The Keystone XL is Back on the Menu. Again.

Whew. For a hot moment there, I was worried about our dear House Republicans. After all, a good month or so had gone by since they last tried to approve the Keystone XL, which just wasn’t like them. Up till then, they’d been trying to ram the 1,700 mile tar sands pipeline through every other week or so. Payroll tax cuts? Add in Keystone. Transit bill? Keystone. Over and over. It’s just become part of who they are.

To the climate blogger, the GOP’s obsession with Keystone is like that one corner on the block where the neighborhood kids always hung out after school. If you showed up, you could always count on it being there. We could all play together, laughing at the infantile things being said, reveling in the ignorance of reality. Tens of thousands of jobs? Haha! It’d lower gas prices? Oh, Johnny B, that’s ridiculous.

But for the last few weeks, zilch. I kept expectantly showing up—refreshing the E-2 Wire, scanning Politico—but no. The kids were staying indoors. Was something wrong?

Nope! They were just biding their time. Here’s the Hill:

House Republican leadership will take another crack at forcing approval of the Keystone XL oil pipeline on legislation extending federal transportation funding for another 90 days.

“American families and small businesses are struggling with high gas prices, and President Obama’s policies are only making things worse,” a House GOP leadership aide said. “This bill will pave the way for a House-Senate conference to discuss both reforming how taxpayer dollars are spent on federal infrastructure programs, and also meaningful solutions that would address high gas prices and create jobs by permanently removing government barriers to American energy production.”

To reiterate: the House GOP is going to try to slap a measure that approves, once and for all, the Keystone XL on a measure that extends transit funding for three months. This is yet another maneuver that will end up injecting partisan rancor into what should be a routine, humdrum effort—securing stopgap transit funding until proper longterm legislation bill can be passed. They’re once again dropping a political landmine where there should be no battlefield at all.

And they’re doing it because they still believe that Keystone is a winning issue. Their (deeply erroneous) message of “Cheaper gas, oil from a friendly neighbor, more jobs” is unrelenting, and, sadly, working. So, this ploy might yet lead to another ‘showdown’ situation, where the whole of federal transportation funding could be threatened by the House GOP’s intentionally divisive, hardline politicking.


What this task involves: Extract all records. Keep each one exact.

Given data:
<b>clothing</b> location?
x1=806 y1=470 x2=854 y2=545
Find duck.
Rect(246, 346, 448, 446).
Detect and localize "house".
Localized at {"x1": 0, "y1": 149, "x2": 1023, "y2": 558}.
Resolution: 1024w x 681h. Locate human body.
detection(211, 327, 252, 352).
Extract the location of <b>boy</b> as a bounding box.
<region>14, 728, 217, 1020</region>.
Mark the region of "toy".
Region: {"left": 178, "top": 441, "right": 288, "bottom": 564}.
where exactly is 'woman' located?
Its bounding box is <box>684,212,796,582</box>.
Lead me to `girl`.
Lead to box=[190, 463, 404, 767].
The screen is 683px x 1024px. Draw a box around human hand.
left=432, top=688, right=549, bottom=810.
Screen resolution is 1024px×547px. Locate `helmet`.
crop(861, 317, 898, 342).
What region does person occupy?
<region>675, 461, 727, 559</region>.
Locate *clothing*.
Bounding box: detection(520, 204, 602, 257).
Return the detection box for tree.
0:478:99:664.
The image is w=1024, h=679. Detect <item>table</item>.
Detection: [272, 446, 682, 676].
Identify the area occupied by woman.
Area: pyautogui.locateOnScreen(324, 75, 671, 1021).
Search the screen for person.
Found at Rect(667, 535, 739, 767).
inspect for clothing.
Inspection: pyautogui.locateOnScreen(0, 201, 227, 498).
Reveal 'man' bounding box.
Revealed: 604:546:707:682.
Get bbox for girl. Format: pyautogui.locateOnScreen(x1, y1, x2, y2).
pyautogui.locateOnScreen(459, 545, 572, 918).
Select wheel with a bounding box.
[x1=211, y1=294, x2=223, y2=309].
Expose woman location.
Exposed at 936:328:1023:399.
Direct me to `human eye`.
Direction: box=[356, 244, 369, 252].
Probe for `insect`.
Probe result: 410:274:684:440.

Output below:
<b>clothing</b> location?
x1=806 y1=470 x2=854 y2=545
Find duck.
Rect(246, 346, 448, 446).
Detect and localize "house".
Localized at {"x1": 0, "y1": 149, "x2": 1023, "y2": 558}.
Resolution: 1024w x 681h. Locate human body.
detection(211, 327, 252, 352).
Extract the location of <b>boy</b> as a bounding box.
<region>14, 728, 217, 1020</region>.
Mark the region of "toy".
Region: {"left": 178, "top": 441, "right": 288, "bottom": 564}.
where exactly is 'woman' located?
Its bounding box is <box>684,212,796,582</box>.
Lead me to `girl`.
Lead to box=[190, 463, 404, 767].
The screen is 683px x 1024px. Draw a box around human hand.
left=432, top=688, right=549, bottom=810.
Screen resolution is 1024px×547px. Locate `helmet`.
crop(861, 317, 898, 342).
What region does person occupy?
<region>675, 461, 727, 559</region>.
Locate *clothing*.
Bounding box: detection(520, 204, 602, 257).
Return the detection box for tree.
0:478:99:664.
The image is w=1024, h=679. Detect <item>table</item>.
Detection: [272, 446, 682, 676].
Identify the area occupied by woman.
Area: pyautogui.locateOnScreen(324, 75, 671, 1021).
Search the screen for person.
Found at Rect(667, 535, 739, 767).
inspect for clothing.
Inspection: pyautogui.locateOnScreen(0, 201, 227, 498).
Reveal 'man' bounding box.
Revealed: 604:546:707:682.
Get bbox for girl. Format: pyautogui.locateOnScreen(x1, y1, x2, y2).
pyautogui.locateOnScreen(459, 545, 572, 918).
Select wheel with a bounding box.
[x1=211, y1=294, x2=223, y2=309].
Expose woman location.
Exposed at 936:328:1023:399.
Direct me to `human eye`.
Direction: box=[356, 244, 369, 252].
Probe for `insect`.
Probe result: 410:274:684:440.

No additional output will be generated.